-
Notifications
You must be signed in to change notification settings - Fork 0
/
QUICKSTART
91 lines (75 loc) · 3.22 KB
/
QUICKSTART
1
2
3
4
5
6
7
8
9
10
11
12
13
14
15
16
17
18
19
20
21
22
23
24
25
26
27
28
29
30
31
32
33
34
35
36
37
38
39
40
41
42
43
44
45
46
47
48
49
50
51
52
53
54
55
56
57
58
59
60
61
62
63
64
65
66
67
68
69
70
71
72
73
74
75
76
77
78
79
80
81
82
83
84
85
86
87
88
89
90
GETTING STARTED
0) Select where you want to install sifs - this is represented by the shell
variable SIFS_HOME. Unpack the sifs system to SIFS_HOME.
You should see files like:
$SIFS_HOME/sifs.sh
$SIFS_HOME/README
$SIFS_HOME/sifs.conf.example
and several other things.
1) In your .bashrc (or similar) add these lines:
export EDITOR=vim # Or whatever you prefer.
export SIFS_HOME=/path/to/sifs
export SIFS_CONF=/path/to/sifs.conf
export SIFS_DOT_COMMANDS=y # Optional.
. $SIFS_HOME/sifs.sh
/path/to/sifs could be /etc/sifs or /home/<user>/sifs etc.
Make sure you set EDITOR to your favorite editor.
See section DOT COMMANDS below for SIFS_DOT_COMMANDS.
See example bashrc file that came with this project for
full example.
2) Create sifs.conf
% touch /path/to/sifs.conf
in /home/<user> or /etc or wherever you require.
3) Set up at least one sif file repository (SIFS_DIR). This is a directory
containing .sif files. You set one up by making the directory and then
appending its absolute location in SIFS_CONF (your sifs.conf file).
This directory should probably not be SIFS_HOME or inside SIFS_HOME.
For instance
% cat $SIFS_CONF
/home/user/sifs
% ls /home/user/sifs
some_project1.sif
some_project2.sif
... etc
4) Start creating sifs files; use .sif extension to signify the
file is a sif file ie is part of a sifs system.
Sif files tend to follow a specifc format - see SIF FILE FORMAT below.
Refer to SIFS_HOME/docs/editing.txt or run
% sifs.help
This creates template in your current sif repository (SIFS_DIR):
% sifs.add filename
The command:
% sifs.template
outputs a sifs template to stdout.
This creates template called filename in current directory:
% sifs.template filename
5) If you want to locate some of your sif files elsewhere (/x/y/z)
then update sifs.conf with a new entry:
/x/y/z/sifs
and move/create the relevant sif files there
% cp your_file.sif /x/y/z/sifs/
6) To load a sif file type 'c' and follow the prompts.
The 'd' key switches between sif repositories
(ie entries on sifs.conf aka SIFS_DIRs).
Most sif files will include a help function which you
access with 'h'.
To edit the sif file type 'e'.
To reload a sif file (if you've made changes), type 'i'.
That's pretty much it.
It's up to you to define the rest of your sif file - see points above.
To change repo, either type 'rc' or type 'd' then 'c'.
The former is probably the quickest.
Log in or re-include your bashrc file and run
% hh # General reference for commands.
% sifs.quickstart # This message.
% sifs.readme # Overall philosophy, guidelines, conventions.
% sifs.help # Stuff on creating a sif file.
7) SIFS now also allows you to create subdirectories within a SIFS_DIR.
Use these to group your sif files if you have a lot of them.
Example:
% sifs.mkdir foo # Creates SIFS_DIR/foo/
% c # Select foo.
% sifs.add foo_project # Creates SIFS_DIR/foo/foo_project.sif
% c # You can now choose foo_project.
% sifs.up # Takes you back up to SIFS_DIR
% c # Now you see top-level sif files and subdirs.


▸ Aim of the task:
How many of the lines in the material below contain the word "chart"? Give the number alone.

▸ Recorded data:

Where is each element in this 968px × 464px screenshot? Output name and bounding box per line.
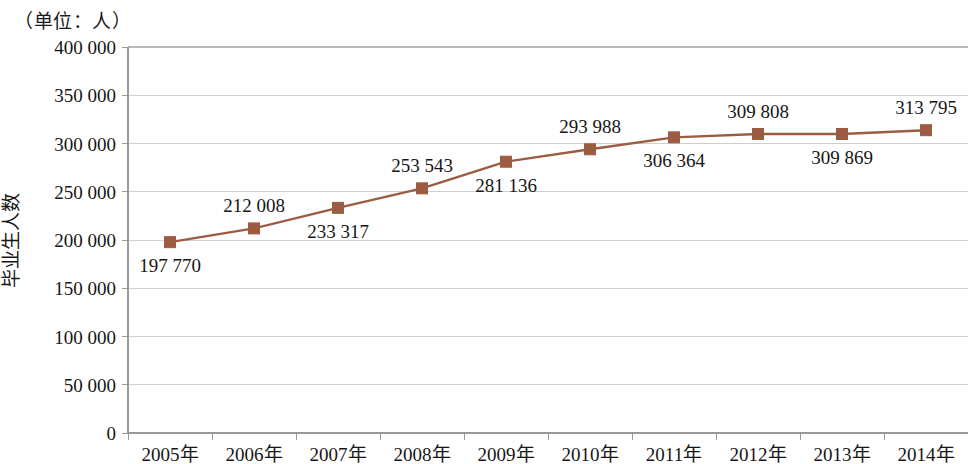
x-tick-label: 2010年	[562, 444, 619, 464]
y-tick-label: 50 000	[64, 375, 116, 396]
x-tick-label: 2012年	[730, 444, 787, 464]
data-point-label: 293 988	[559, 116, 621, 137]
y-tick-label: 200 000	[54, 230, 116, 251]
data-point-marker	[165, 237, 176, 248]
y-axis-tick-labels: 050 000100 000150 000200 000250 000300 0…	[54, 37, 116, 444]
data-point-marker	[417, 183, 428, 194]
y-tick-label: 250 000	[54, 182, 116, 203]
data-point-marker	[837, 128, 848, 139]
data-point-marker	[669, 132, 680, 143]
y-tick-label: 100 000	[54, 327, 116, 348]
data-point-marker	[753, 129, 764, 140]
y-axis-title: 毕业生人数	[1, 193, 22, 288]
x-tick-label: 2007年	[310, 444, 367, 464]
data-point-marker	[501, 156, 512, 167]
data-point-marker	[249, 223, 260, 234]
x-tick-label: 2009年	[478, 444, 535, 464]
data-point-label: 233 317	[307, 221, 369, 242]
data-point-marker	[921, 125, 932, 136]
chart-plot-svg: 050 000100 000150 000200 000250 000300 0…	[0, 0, 968, 464]
data-point-label: 313 795	[895, 97, 957, 118]
x-tick-label: 2013年	[814, 444, 871, 464]
y-tick-label: 300 000	[54, 134, 116, 155]
gridlines-group	[128, 47, 968, 433]
data-point-label: 281 136	[475, 175, 537, 196]
data-point-marker	[333, 202, 344, 213]
x-tick-label: 2006年	[226, 444, 283, 464]
tickmarks-group	[122, 47, 968, 440]
data-point-labels-group: 197 770212 008233 317253 543281 136293 9…	[139, 97, 957, 276]
x-tick-label: 2014年	[898, 444, 955, 464]
x-tick-label: 2005年	[142, 444, 199, 464]
y-axis-title-group: 毕业生人数	[1, 193, 22, 288]
data-point-label: 306 364	[643, 150, 705, 171]
data-point-label: 309 808	[727, 101, 789, 122]
data-point-label: 212 008	[223, 195, 285, 216]
data-point-label: 197 770	[139, 255, 201, 276]
data-point-label: 309 869	[811, 147, 873, 168]
y-tick-label: 0	[107, 423, 117, 444]
x-tick-label: 2011年	[646, 444, 702, 464]
y-tick-label: 350 000	[54, 85, 116, 106]
data-point-marker	[585, 144, 596, 155]
data-point-label: 253 543	[391, 155, 453, 176]
graduates-line-chart: （单位：人） 050 000100 000150 000200 000250 0…	[0, 0, 968, 464]
y-tick-label: 150 000	[54, 278, 116, 299]
x-tick-label: 2008年	[394, 444, 451, 464]
y-tick-label: 400 000	[54, 37, 116, 58]
x-axis-tick-labels: 2005年2006年2007年2008年2009年2010年2011年2012年…	[142, 444, 955, 464]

▸ Your response:
2